In 2024, OpenAI, the company behind ChatGPT, reported a $5 billion loss, according to CNBC. Anthropic, which runs the chatbot Claude, also did not profit in 2024, and one recent analysis suggests the company is losing money on its paid subscribers. Nevertheless, the promise of artificial intelligence continues to attract new investors and valuations in the hundreds of billions for these new pure AI companies.
Meanwhile, Big Tech companies like Meta and Google are racing to recruit the best AI researchers, spending hundreds of millions on individual salaries.
So far, Koomey and other critics are skeptical that the public’s interest in AI will match the investments that Big Tech is making. Referring to recent viral incidents of Google’s AI tools offering flawed results, Koomey said, “These things still tell you to eat rocks and put glue in your pizza.”
“It would not be weird for an emerging technology to suddenly hit a ceiling in terms of popularity,” said Alex de Vries, a researcher at the university VU Amsterdam.
What are the physical constraints of meeting demand?
Even if consumer demand for AI matches Big Tech’s ambitions, the industry might first run into physical constraints.
Alex de Vries is the founder of the website digiconomist, where he writes about the economics of digital trends, including artificial intelligence.
In an interview with SAN, de Vries said tech companies are already using all the advanced computer chips that manufacturers can produce.

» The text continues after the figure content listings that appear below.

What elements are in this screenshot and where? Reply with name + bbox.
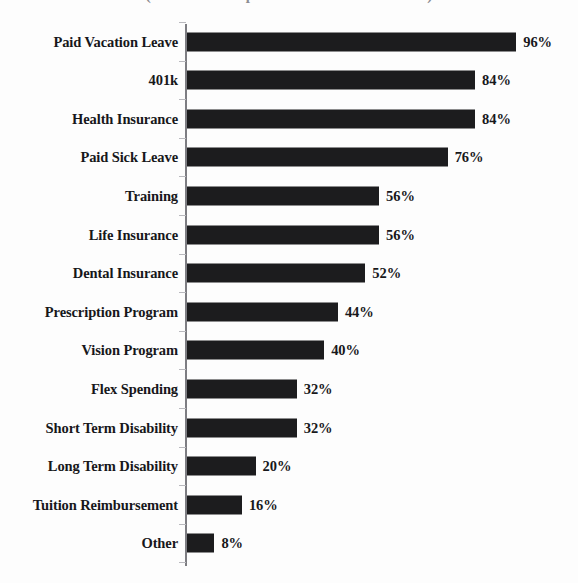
bar-value-label: 44% — [345, 303, 374, 320]
bar-fill — [187, 495, 242, 514]
bar-category-label: Other — [8, 535, 178, 551]
bar-chart-figure: (Percent of Respondents that Offer Benef… — [0, 0, 578, 583]
chart-title: (Percent of Respondents that Offer Benef… — [0, 0, 578, 4]
bar-fill — [187, 71, 475, 90]
axis-tick — [179, 292, 186, 293]
bar-value-label: 76% — [455, 149, 484, 166]
bar-value-label: 56% — [386, 187, 415, 204]
axis-tick — [179, 99, 186, 100]
bar — [187, 264, 365, 283]
bar — [187, 341, 324, 360]
bar-value-label: 84% — [482, 72, 511, 89]
bar-value-label: 84% — [482, 110, 511, 127]
bar-fill — [187, 264, 365, 283]
axis-tick — [179, 408, 186, 409]
bar-row: Flex Spending32% — [0, 369, 578, 408]
bar-fill — [187, 148, 448, 167]
bar-category-label: 401k — [8, 72, 178, 88]
bar-fill — [187, 32, 516, 51]
bar-row: Training56% — [0, 176, 578, 215]
bar-value-label: 20% — [263, 458, 292, 475]
bar-row: Other8% — [0, 524, 578, 563]
bar — [187, 379, 297, 398]
axis-tick — [179, 22, 186, 23]
bar-category-label: Paid Sick Leave — [8, 149, 178, 165]
bar-category-label: Prescription Program — [8, 304, 178, 320]
bar — [187, 225, 379, 244]
bar — [187, 148, 448, 167]
bar-fill — [187, 186, 379, 205]
bar-row: Prescription Program44% — [0, 292, 578, 331]
axis-tick — [179, 524, 186, 525]
bar-fill — [187, 341, 324, 360]
bar — [187, 457, 256, 476]
axis-tick — [179, 562, 186, 563]
bar-fill — [187, 457, 256, 476]
axis-tick — [179, 447, 186, 448]
bar-value-label: 32% — [304, 380, 333, 397]
bar-row: Life Insurance56% — [0, 215, 578, 254]
bar-category-label: Tuition Reimbursement — [8, 497, 178, 513]
bar-fill — [187, 302, 338, 321]
bar-fill — [187, 225, 379, 244]
bar-value-label: 40% — [331, 342, 360, 359]
bar-value-label: 96% — [523, 33, 552, 50]
axis-tick — [179, 215, 186, 216]
bar — [187, 418, 297, 437]
bar-row: Paid Sick Leave76% — [0, 138, 578, 177]
bar-fill — [187, 379, 297, 398]
bar-value-label: 56% — [386, 226, 415, 243]
bar — [187, 534, 214, 553]
axis-tick — [179, 254, 186, 255]
plot-area: Paid Vacation Leave96%401k84%Health Insu… — [0, 22, 578, 567]
axis-tick — [179, 176, 186, 177]
bar — [187, 495, 242, 514]
bar-value-label: 32% — [304, 419, 333, 436]
bar-row: Long Term Disability20% — [0, 447, 578, 486]
bar-row: Tuition Reimbursement16% — [0, 485, 578, 524]
bar-row: 401k84% — [0, 61, 578, 100]
bar — [187, 109, 475, 128]
bar — [187, 71, 475, 90]
axis-tick — [179, 138, 186, 139]
bar-row: Short Term Disability32% — [0, 408, 578, 447]
bar-category-label: Life Insurance — [8, 227, 178, 243]
bar — [187, 32, 516, 51]
bar-category-label: Health Insurance — [8, 111, 178, 127]
bar — [187, 302, 338, 321]
bar-row: Vision Program40% — [0, 331, 578, 370]
bar-fill — [187, 418, 297, 437]
axis-tick — [179, 61, 186, 62]
bar-value-label: 16% — [249, 496, 278, 513]
axis-tick — [179, 485, 186, 486]
bar-row: Dental Insurance52% — [0, 254, 578, 293]
axis-tick — [179, 331, 186, 332]
bar-category-label: Short Term Disability — [8, 420, 178, 436]
bar-category-label: Vision Program — [8, 342, 178, 358]
bar-fill — [187, 534, 214, 553]
bar-row: Health Insurance84% — [0, 99, 578, 138]
bar-value-label: 8% — [221, 535, 243, 552]
bar-row: Paid Vacation Leave96% — [0, 22, 578, 61]
axis-tick — [179, 369, 186, 370]
bar — [187, 186, 379, 205]
bar-category-label: Long Term Disability — [8, 458, 178, 474]
bar-category-label: Dental Insurance — [8, 265, 178, 281]
bar-category-label: Paid Vacation Leave — [8, 34, 178, 50]
bar-category-label: Flex Spending — [8, 381, 178, 397]
bar-category-label: Training — [8, 188, 178, 204]
bar-value-label: 52% — [372, 265, 401, 282]
bar-fill — [187, 109, 475, 128]
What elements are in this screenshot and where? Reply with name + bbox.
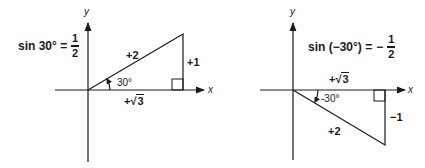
left-equation-fraction: 1 2: [71, 33, 79, 59]
left-hypotenuse-label: +2: [126, 50, 139, 61]
left-right-angle-marker: [172, 79, 183, 90]
left-equation-lhs: sin 30° =: [18, 40, 67, 52]
right-equation-sign: −: [376, 41, 383, 53]
radicand: 3: [136, 94, 143, 107]
fraction-numerator: 1: [72, 33, 78, 44]
fraction-numerator: 1: [388, 34, 394, 45]
right-opposite-label: −1: [390, 112, 403, 123]
right-x-axis-label: x: [408, 85, 413, 95]
right-right-angle-marker: [374, 90, 385, 101]
right-equation: sin (−30°) = − 1 2: [308, 34, 395, 60]
fraction-denominator: 2: [72, 48, 78, 59]
radicand: 3: [341, 72, 348, 85]
fraction-denominator: 2: [388, 49, 394, 60]
left-x-axis-label: x: [208, 85, 213, 95]
left-angle-label: 30°: [117, 78, 132, 88]
sign: +: [329, 73, 335, 85]
left-opposite-label: +1: [187, 57, 200, 68]
sign: +: [124, 95, 130, 107]
left-triangle: [88, 34, 183, 90]
right-angle-label: -30°: [321, 94, 339, 104]
left-angle-arc: [107, 79, 110, 90]
right-hypotenuse-label: +2: [328, 126, 341, 137]
left-adjacent-label: +√3: [124, 96, 144, 107]
right-equation-fraction: 1 2: [387, 34, 395, 60]
left-equation: sin 30° = 1 2: [18, 33, 79, 59]
right-adjacent-label: +√3: [329, 74, 349, 85]
left-y-axis-label: y: [84, 7, 89, 17]
right-y-axis-label: y: [290, 7, 295, 17]
right-angle-arc: [315, 90, 318, 102]
right-equation-lhs: sin (−30°) =: [308, 41, 372, 53]
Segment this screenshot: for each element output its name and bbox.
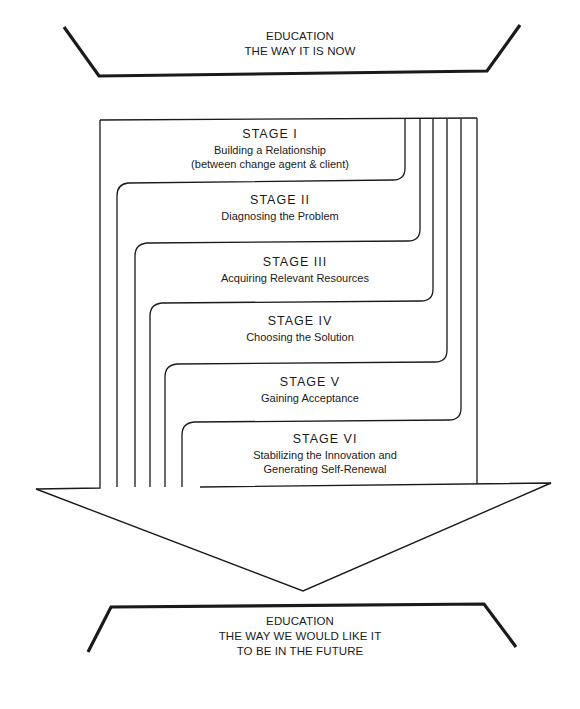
- stage-3-desc-line-1: Acquiring Relevant Resources: [190, 271, 400, 285]
- stage-6-title: STAGE VI: [210, 431, 440, 448]
- stage-1: STAGE I Building a Relationship (between…: [170, 126, 370, 171]
- stage-5: STAGE V Gaining Acceptance: [210, 374, 410, 405]
- bottom-box-label: EDUCATION THE WAY WE WOULD LIKE IT TO BE…: [170, 614, 430, 659]
- stage-1-desc-line-2: (between change agent & client): [170, 157, 370, 171]
- top-box-label: EDUCATION THE WAY IT IS NOW: [180, 29, 420, 59]
- stage-2: STAGE II Diagnosing the Problem: [180, 192, 380, 223]
- stage-6-desc-line-2: Generating Self-Renewal: [210, 462, 440, 476]
- stage-6-desc-line-1: Stabilizing the Innovation and: [210, 448, 440, 462]
- stage-4-title: STAGE IV: [200, 313, 400, 330]
- stage-5-title: STAGE V: [210, 374, 410, 391]
- arrow-head: [36, 483, 551, 591]
- stage-1-left-edge: [36, 120, 100, 489]
- stage-2-title: STAGE II: [180, 192, 380, 209]
- stage-5-desc-line-1: Gaining Acceptance: [210, 391, 410, 405]
- top-box-line-1: EDUCATION: [180, 29, 420, 44]
- bottom-box-line-2: THE WAY WE WOULD LIKE IT: [170, 629, 430, 644]
- stage-4: STAGE IV Choosing the Solution: [200, 313, 400, 344]
- stage-1-desc-line-1: Building a Relationship: [170, 143, 370, 157]
- stage-2-desc-line-1: Diagnosing the Problem: [180, 209, 380, 223]
- bottom-box-line-3: TO BE IN THE FUTURE: [170, 644, 430, 659]
- stage-4-desc-line-1: Choosing the Solution: [200, 330, 400, 344]
- stage-flow-diagram: [0, 0, 580, 709]
- top-box-line-2: THE WAY IT IS NOW: [180, 44, 420, 59]
- stage-6: STAGE VI Stabilizing the Innovation and …: [210, 431, 440, 476]
- stage-3: STAGE III Acquiring Relevant Resources: [190, 254, 400, 285]
- stage-1-title: STAGE I: [170, 126, 370, 143]
- stage-3-title: STAGE III: [190, 254, 400, 271]
- bottom-box-line-1: EDUCATION: [170, 614, 430, 629]
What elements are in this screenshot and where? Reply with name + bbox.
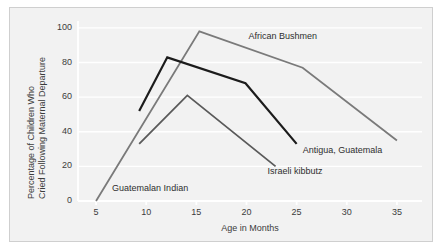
x-tick-label-5: 5 <box>76 207 116 217</box>
series-label-1: Antigua, Guatemala <box>303 145 383 155</box>
x-tick-label-25: 25 <box>277 207 317 217</box>
y-axis-title-line-1: Percentage of Children Who <box>26 57 37 199</box>
x-tick-label-20: 20 <box>226 207 266 217</box>
x-tick-label-15: 15 <box>176 207 216 217</box>
series-label-0: African Bushmen <box>248 31 317 41</box>
series-line-1 <box>139 57 296 144</box>
x-tick-label-35: 35 <box>377 207 417 217</box>
x-axis-title: Age in Months <box>78 223 422 233</box>
y-axis-title: Percentage of Children Who Cried Followi… <box>26 57 48 199</box>
series-label-3: Guatemalan Indian <box>112 183 188 193</box>
plot-area <box>10 8 434 243</box>
y-tick-label-100: 100 <box>38 22 72 32</box>
series-line-2 <box>139 95 275 166</box>
series-lines-group <box>96 31 397 201</box>
x-tick-label-10: 10 <box>126 207 166 217</box>
chart-panel: 020406080100 5101520253035 Percentage of… <box>9 7 433 242</box>
figure-canvas: 020406080100 5101520253035 Percentage of… <box>0 0 443 251</box>
x-tick-label-30: 30 <box>327 207 367 217</box>
series-label-2: Israeli kibbutz <box>268 166 323 176</box>
series-line-0 <box>96 31 397 201</box>
y-axis-title-line-2: Cried Following Maternal Departure <box>37 57 48 199</box>
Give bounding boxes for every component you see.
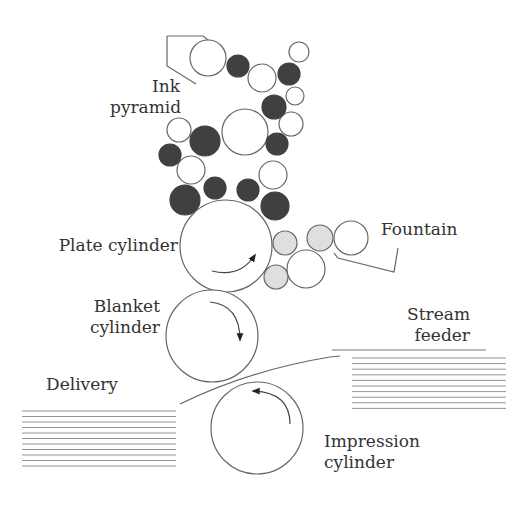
inked-roller (170, 185, 200, 215)
ink-roller (248, 64, 276, 92)
label-blanket-line2: cylinder (80, 317, 160, 338)
dampening-roller (307, 225, 333, 251)
inked-roller (278, 63, 300, 85)
inked-roller (159, 144, 181, 166)
label-stream-feeder-line2: feeder (390, 325, 470, 346)
plate-cylinder-circle (180, 200, 272, 292)
label-ink-pyramid-line2: pyramid (110, 97, 180, 118)
inked-roller (204, 177, 226, 199)
dampening-roller (264, 265, 288, 289)
delivery-paper-stack (22, 411, 176, 466)
impression-cylinder-circle (211, 382, 303, 474)
label-delivery: Delivery (46, 374, 118, 395)
inked-roller (190, 126, 220, 156)
blanket-cylinder-circle (166, 290, 258, 382)
label-plate-cylinder: Plate cylinder (30, 235, 178, 256)
offset-press-diagram: Ink pyramid Plate cylinder Blanket cylin… (0, 0, 528, 509)
ink-roller (167, 118, 191, 142)
label-impression-cylinder: Impression cylinder (324, 431, 420, 473)
ink-roller (259, 161, 287, 189)
label-stream-feeder: Stream feeder (390, 304, 470, 346)
dampening-roller (273, 231, 297, 255)
inked-roller (227, 55, 249, 77)
dampening-roller (287, 250, 325, 288)
label-blanket-line1: Blanket (80, 296, 160, 317)
inked-roller (237, 179, 259, 201)
label-blanket-cylinder: Blanket cylinder (80, 296, 160, 338)
label-ink-pyramid-line1: Ink (110, 76, 180, 97)
inked-roller (262, 95, 286, 119)
ink-roller (190, 40, 226, 76)
label-impression-line2: cylinder (324, 452, 420, 473)
ink-roller (289, 42, 309, 62)
ink-roller (177, 156, 205, 184)
label-stream-feeder-line1: Stream (390, 304, 470, 325)
ink-roller (286, 87, 304, 105)
label-fountain: Fountain (381, 219, 457, 240)
dampening-roller (334, 221, 368, 255)
inked-roller (261, 192, 289, 220)
label-ink-pyramid: Ink pyramid (110, 76, 180, 118)
label-impression-line1: Impression (324, 431, 420, 452)
inked-roller (266, 133, 288, 155)
stream-feeder-paper-stack (352, 358, 506, 408)
ink-roller (222, 109, 268, 155)
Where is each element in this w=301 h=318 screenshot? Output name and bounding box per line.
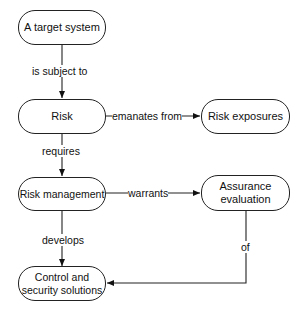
node-label: A target system [24,21,100,34]
edge-label-requires: requires [42,145,80,157]
node-label: Assurance [220,180,272,193]
node-risk-exposures: Risk exposures [201,99,290,134]
edge-label-emanates: emanates from [112,110,182,122]
edge-label-subject: is subject to [32,65,87,77]
edge-label-of: of [241,241,250,253]
node-risk: Risk [18,99,106,134]
node-target-system: A target system [18,10,106,45]
edge-label-warrants: warrants [128,187,168,199]
node-risk-management: Risk management [18,177,106,211]
node-label: Risk management [20,188,105,201]
node-assurance-evaluation: Assurance evaluation [201,175,290,211]
node-label: Risk exposures [208,110,283,123]
edge-label-develops: develops [42,234,84,246]
node-label: Control and [35,271,89,284]
node-control-security-solutions: Control and security solutions [18,266,106,301]
node-label: security solutions [22,284,103,297]
node-label: Risk [51,110,72,123]
node-label: evaluation [220,193,270,206]
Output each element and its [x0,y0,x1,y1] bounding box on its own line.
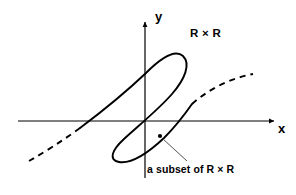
y-axis-label: y [155,10,162,23]
curve-solid-subset [80,54,192,163]
caption-leader-line [163,139,187,161]
curve-dashed-tail-right [192,74,253,104]
x-axis-label: x [278,122,285,135]
curve-point-marker [158,134,162,138]
curve-dashed-tail-left [29,128,80,161]
plane-label: R × R [190,28,221,40]
figure-canvas: y x R × R a subset of R × R [0,0,296,195]
subset-caption: a subset of R × R [147,164,234,175]
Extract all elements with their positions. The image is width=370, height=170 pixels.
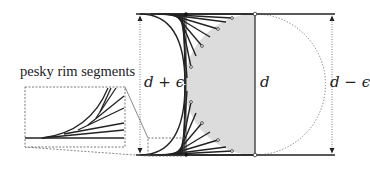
right-dimension-label: d − ϵ <box>330 73 370 91</box>
half-disc-fill <box>185 14 255 155</box>
callout-connector-bottom <box>25 147 148 156</box>
callout-connector-top <box>125 87 148 138</box>
left-dimension-label: d + ϵ <box>144 73 184 91</box>
bottom-cusp-dot <box>184 153 188 157</box>
top-cusp-dot <box>184 12 188 16</box>
callout-label: pesky rim segments <box>20 63 135 80</box>
center-dimension-label: d <box>260 73 270 91</box>
left-dimension-arrow <box>138 16 143 154</box>
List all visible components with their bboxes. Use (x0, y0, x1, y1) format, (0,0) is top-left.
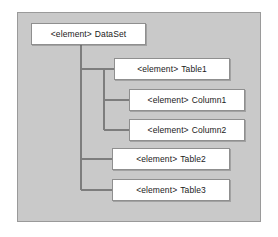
diagram-canvas: <element> DataSet <element> Table1 <elem… (0, 0, 278, 237)
node-table3-tag: <element> (136, 185, 177, 195)
node-table3[interactable]: <element> Table3 (112, 179, 230, 201)
node-column2[interactable]: <element> Column2 (129, 119, 245, 141)
node-table2-name: Table2 (180, 154, 206, 164)
node-table1-name: Table1 (181, 64, 207, 74)
node-dataset[interactable]: <element> DataSet (31, 23, 146, 45)
node-column2-name: Column2 (192, 125, 227, 135)
node-column2-tag: <element> (148, 125, 189, 135)
node-table1[interactable]: <element> Table1 (114, 58, 230, 80)
node-column1[interactable]: <element> Column1 (129, 89, 245, 111)
node-column1-tag: <element> (148, 95, 189, 105)
node-column1-name: Column1 (192, 95, 227, 105)
node-table3-name: Table3 (180, 185, 206, 195)
node-table1-tag: <element> (137, 64, 178, 74)
node-dataset-name: DataSet (95, 29, 126, 39)
node-table2-tag: <element> (136, 154, 177, 164)
node-table2[interactable]: <element> Table2 (112, 148, 230, 170)
node-dataset-tag: <element> (51, 29, 92, 39)
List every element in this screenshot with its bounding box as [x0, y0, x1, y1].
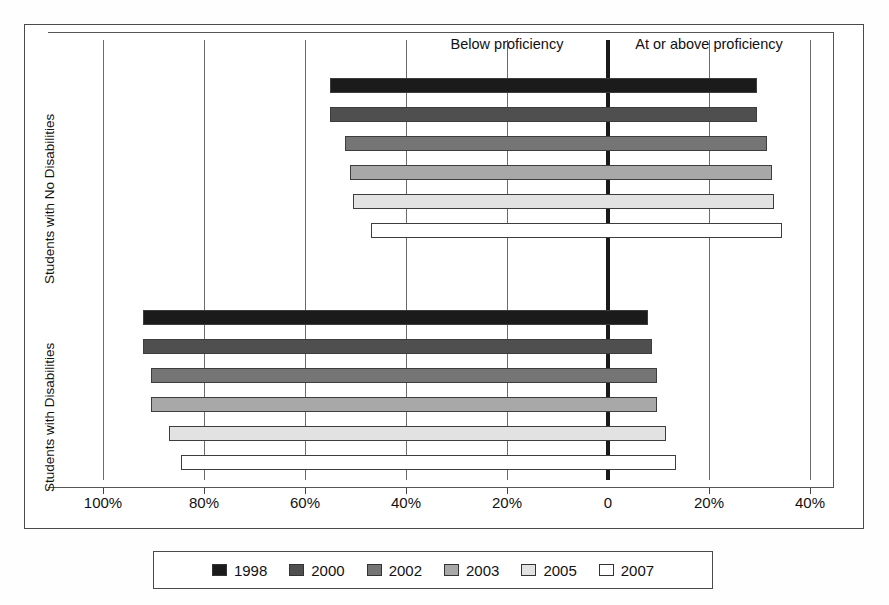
group-label-bottom: Students with Disabilities: [42, 343, 57, 492]
x-axis-tick-label: 0: [604, 494, 612, 511]
zero-axis-line: [606, 40, 610, 480]
x-axis-tick: [103, 488, 104, 494]
bar-2003-group1: [151, 397, 657, 412]
chart-screenshot: 199820002002200320052007 100%80%60%40%20…: [0, 0, 889, 605]
legend-swatch-icon: [521, 564, 536, 576]
legend-label: 2005: [543, 562, 576, 579]
legend-item-2007: 2007: [599, 562, 654, 579]
legend-swatch-icon: [367, 564, 382, 576]
x-axis-tick-label: 20%: [492, 494, 522, 511]
x-axis-tick-label: 40%: [391, 494, 421, 511]
gridline: [507, 40, 508, 480]
x-axis-tick-label: 80%: [189, 494, 219, 511]
bar-2007-group0: [371, 223, 783, 238]
x-axis-tick-label: 40%: [795, 494, 825, 511]
bar-1998-group1: [143, 310, 648, 325]
x-axis-tick: [204, 488, 205, 494]
gridline: [406, 40, 407, 480]
gridline: [709, 40, 710, 480]
x-axis-tick: [507, 488, 508, 494]
bar-2002-group0: [345, 136, 767, 151]
bar-2003-group0: [350, 165, 772, 180]
legend-item-2000: 2000: [289, 562, 344, 579]
legend-label: 2000: [311, 562, 344, 579]
gridline: [305, 40, 306, 480]
x-axis-tick: [810, 488, 811, 494]
legend-swatch-icon: [289, 564, 304, 576]
x-axis-tick-label: 20%: [694, 494, 724, 511]
x-axis-tick: [406, 488, 407, 494]
bar-2000-group1: [143, 339, 652, 354]
bar-2005-group1: [169, 426, 666, 441]
legend-label: 2002: [389, 562, 422, 579]
legend-label: 2007: [621, 562, 654, 579]
gridline: [103, 40, 104, 480]
x-axis-tick: [305, 488, 306, 494]
legend-label: 2003: [466, 562, 499, 579]
legend-item-2005: 2005: [521, 562, 576, 579]
plot-area: [48, 32, 834, 488]
x-axis-tick: [709, 488, 710, 494]
legend-item-2002: 2002: [367, 562, 422, 579]
bar-2000-group0: [330, 107, 757, 122]
legend-swatch-icon: [599, 564, 614, 576]
legend-item-1998: 1998: [212, 562, 267, 579]
legend-label: 1998: [234, 562, 267, 579]
x-axis-tick-label: 100%: [84, 494, 122, 511]
proficiency-header-below: Below proficiency: [451, 36, 564, 52]
group-label-top: Students with No Disabilities: [42, 114, 57, 284]
gridline: [810, 40, 811, 480]
chart-legend: 199820002002200320052007: [153, 551, 713, 589]
legend-swatch-icon: [212, 564, 227, 576]
legend-swatch-icon: [444, 564, 459, 576]
bar-1998-group0: [330, 78, 757, 93]
legend-item-2003: 2003: [444, 562, 499, 579]
gridline: [204, 40, 205, 480]
bar-2002-group1: [151, 368, 657, 383]
x-axis-tick-label: 60%: [290, 494, 320, 511]
plot-frame: [48, 32, 834, 488]
bar-2007-group1: [181, 455, 676, 470]
bar-2005-group0: [353, 194, 774, 209]
proficiency-header-above: At or above proficiency: [635, 36, 783, 52]
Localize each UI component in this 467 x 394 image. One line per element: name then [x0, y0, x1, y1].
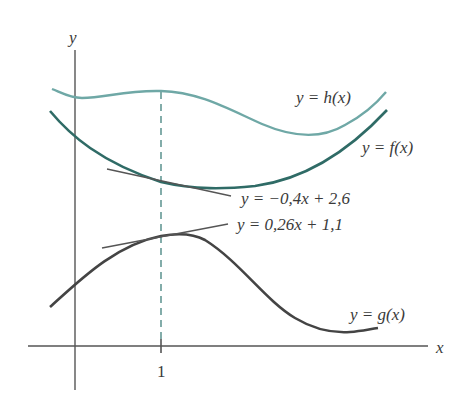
function-graph: y x 1 y = h(x) y = f(x) y = −0,4x + 2,6 …: [0, 0, 467, 394]
label-f: y = f(x): [360, 138, 413, 157]
x-axis-label: x: [435, 338, 444, 357]
tangent-f: [107, 169, 231, 196]
label-f-tangent: y = −0,4x + 2,6: [239, 189, 351, 208]
curve-g: [50, 234, 378, 332]
y-axis-label: y: [67, 28, 77, 47]
label-h: y = h(x): [294, 88, 351, 107]
curve-f: [50, 110, 387, 188]
label-g-tangent: y = 0,26x + 1,1: [235, 215, 343, 234]
tangent-g: [102, 224, 228, 248]
label-g: y = g(x): [348, 305, 405, 324]
x-tick-label: 1: [157, 362, 166, 381]
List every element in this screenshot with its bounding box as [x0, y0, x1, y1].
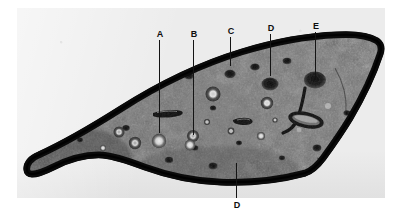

On one hand, this suggests a growing demand for AI systems, but a recent analysis from London Economics International found that supply-chain constraints mean many proposed data centers will not be able to obtain the necessary AI chips.
“You can’t really predict much further than like one to two years into the future,” de Vries said, because “the supply chain capacity is fully utilized.”
Will AI models get more efficient?
The power needs of artificial intelligence also vary depending on the use case. For example, creating an AI-generated video requires much more energy than interacting with a text-based AI chatbot. New “reasoning” models capable of advanced analysis will require more power than conventional large language models, de Vries said.
Energy efficiency also varies depending on the AI model. Earlier this year, Chinese AI model DeepSeek demonstrated a functionality similar to ChatGPT while using up to 90% less electricity.
“For a data center, the single largest variable cost is the electric bill,” said O’Leary, who expects Big Tech to look for ways their AI models can become more energy efficient.
However, Tyson Slocum, director of the energy program at the nonprofit Public Citizen, noted that consumers are already experiencing increased electric bills as the market adjusts to increased electricity demand.
In an interview with SAN, Slocum said utility companies and the tech industry “intentionally create a sense of hype and panic around the energy consumption of AI, because both had a shared financial interest in doing so.”